Monday, July 21, 2014

Cracking the Pot: Iteration I

In what may appear to be an avaricious attempt to undermine degenerative "crackpot lit" itself, in defense of our aspiring author it may here be exclusively claimed that he first heard mention of this particular subgenre on the nineteenth day (always in and of itself an interesting numeral insofar as how it may pertain to the invention of the word which may be associated with our creation and the subsequent ability to empower us with how to explain it as best we can to ourselves if not future generations) of the seventh month midway through the fifteenth year of the twenty-first century AD. Of course, the numeric symbol nineteen has already been associated with an entire century. Nineteen materializes not merely as a natural number, it also endures as a prime integer.

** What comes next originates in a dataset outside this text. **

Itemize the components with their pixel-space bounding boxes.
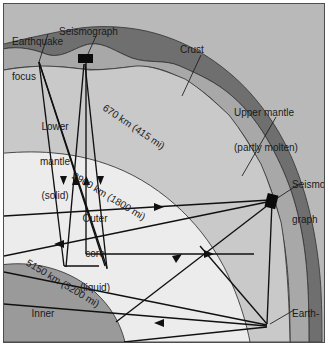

Meaning it remains proudly indivisible by anything other than itself or the character one. Nineteen rates as most often being used for counting and listing things in order of their value. (Any prime digit as an inveterate figure higher than one may only be divided by itself or one.) Other numerals (such as six, for example) are considered "composite numbers" because they have more than one divisor (in the instance of six, two and three in addition to six and one). Innate prime ciphers like nineteen are thought to be possessed of a quality called primality. In his set of thirteen books Elements (published circa 300 BC and set into type for the first time five hundred and thirty-two years ago in Venice, Italy) Euclid established a proof showing that the set of prime numbers must be infinite. Additionally there have been several other proofs establishing the same conclusion. It now goes without saying that infinity exists, at least insofar as Euclid and successors envisioned it as applied to their idiom of mathematics. For modern people of the twenty-first century to understand the significance of this symbolic language it helps to recall the seven fundamental aspects of what today may be regarded as a classical Greek education, which consists of the Trivium (grammar, logic, and rhetoric) as well as the Quadrivium (arithmetic, geometry, music, and astronomy). Knowledge of these seven subjects facilitates our understanding of Euclid's treatise on geometric algebra.